A few years back I was invited to help create an audio book here in Bologna. The project was intended to teach Italian children to speak the English language. It was a great deal of fun and I was honored to have been asked to be a part of it. Lucio, the project director, was a very good man and ended up being very kind to me. The experience was rewarding in quite a few other ways as well...not least of which was the young couple that Diana and I met. My message this month deals with them...


Now when you first read what I am going to tell you today, you are going to think it is a rather sad, perhaps even morbid story. But I have great faith in all of you. I believe you will see past the obvious and take hold of the lesson to be learned.


Matteo was one half of the couple I mentioned…a young Italian man living here in Bologna. He was in his mid-thirties, immensely talented...a journalist and an independent film maker. He was strong, handsome, virile and filled with life, optimism, humor and the greatest sense self-confidence I’d ever seen...all the while remaining humble, kind and gentle. He had a clear vision of what he wanted to accomplish and get out of this life and was well on his way to having it.

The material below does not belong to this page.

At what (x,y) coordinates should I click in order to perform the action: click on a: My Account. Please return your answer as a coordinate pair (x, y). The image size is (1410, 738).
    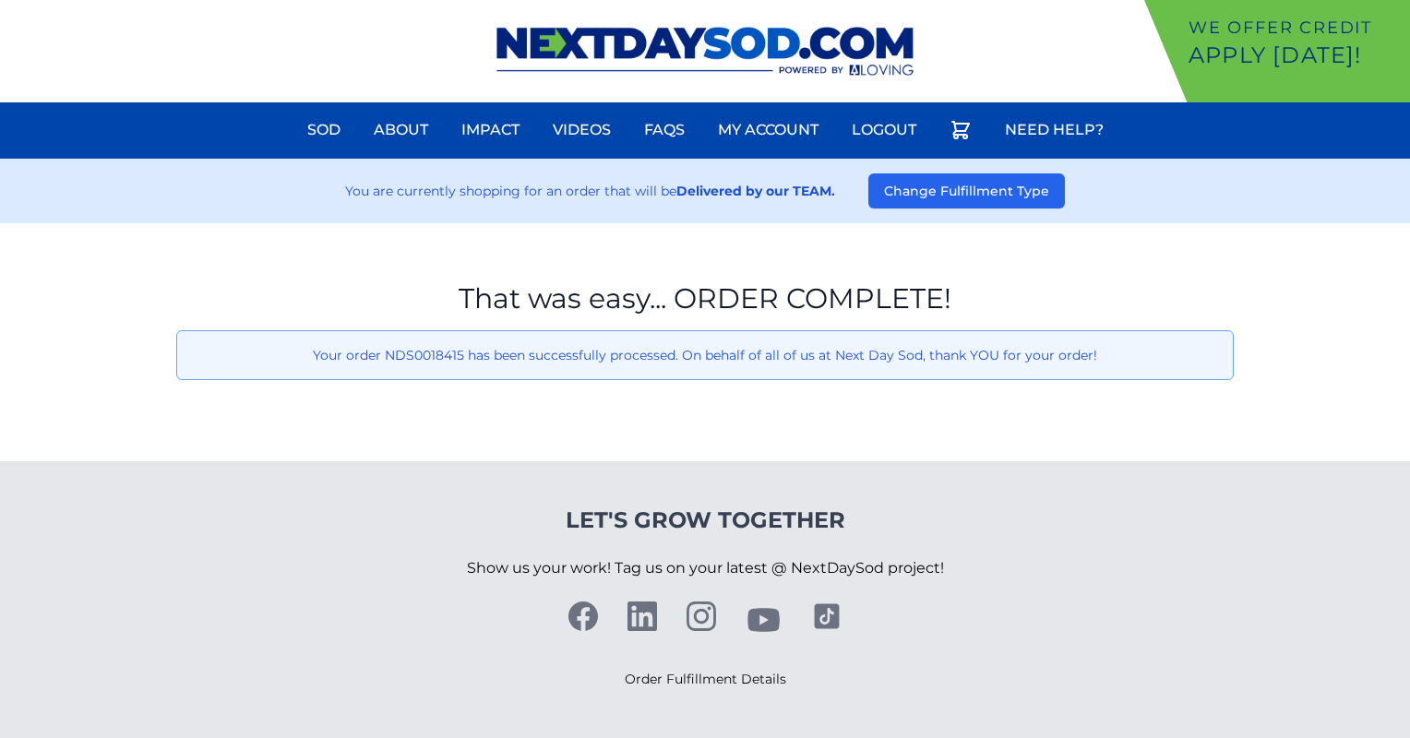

Our meeting was quite by chance however. I actually met him through one of the other project readers, a young American woman from California by the name of Daniela. She was also living here in Bologna…married to Matteo. She had likewise been asked to lend her distinctly American accent to the children’s audio book. And just as I had brought Diana along to the studio for moral support, she had brought Matteo along for her reading sessions as well.


Let me tell you about Daniela. She was young and innocent and quite beautiful...reminding me so very much of Liv Tyler’s powerful character portrayal of Lucy Harmon in the Bernardo Bertolucci English language film, Stealing Beauty, shot in beautiful Tuscany. If you have not seen this fabulous movie, you simply must find it.


Now...back to my story...


Dear Daniela had fallen madly in love with this vibrant young Italian man named Matteo and one did not need to spend more than five minutes in the company of this wonderful couple to sense the depth and breadth of their love and commitment to one another. I remember thinking to myself how much the two of them reminded me of Diana and me in that regard.


I do not want to nor would I ever betray any confidences and wanting to respect their privacy I choose not to go into any personal detail about either of them, save what I’ve already revealed. But I do need you to know of the seemingly insurmountable obstacles and difficulties this incredible young couple, coming from opposite sides of the world, overcame to be together...battling government bureaucracies, enduring forced separations, living in different time zones, subjecting themselves to excruciatingly tiring inter-continental flights...just to mention a few.


The fact that they would or could even meet in the first place, let alone fall in love, get married and make it work, defied all odds and stands in testimony to the incredible zeal for life they each had as individuals and to their combined faith in a love created out of nothingness. It burned brightly and radiantly for all of us to see and appreciate. But sadly, their joy was destined to be short-lived.


The reading project eventually finished. The audio book was published and I am proud to know that lending my voice, time and intention is today helping young Italian children learn a second (and most important) language. We all kept in touch for a while afterwards, but as most spontaneous relationships do, the one Diana and I formed with Matteo and Daniela seemed to dissolve. But I will say this…although they were out of sight for me, neither of them was ever far from mind.


One day several months later, I received a rather distressing message from Daniela. She needed to tell me that Matteo was in the latter stages of bone cancer and that it had metastasized throughout his brain. The prognosis was bleak. Barring a miracle of some kind, my friend had little chance of celebrating his 37th Christmas.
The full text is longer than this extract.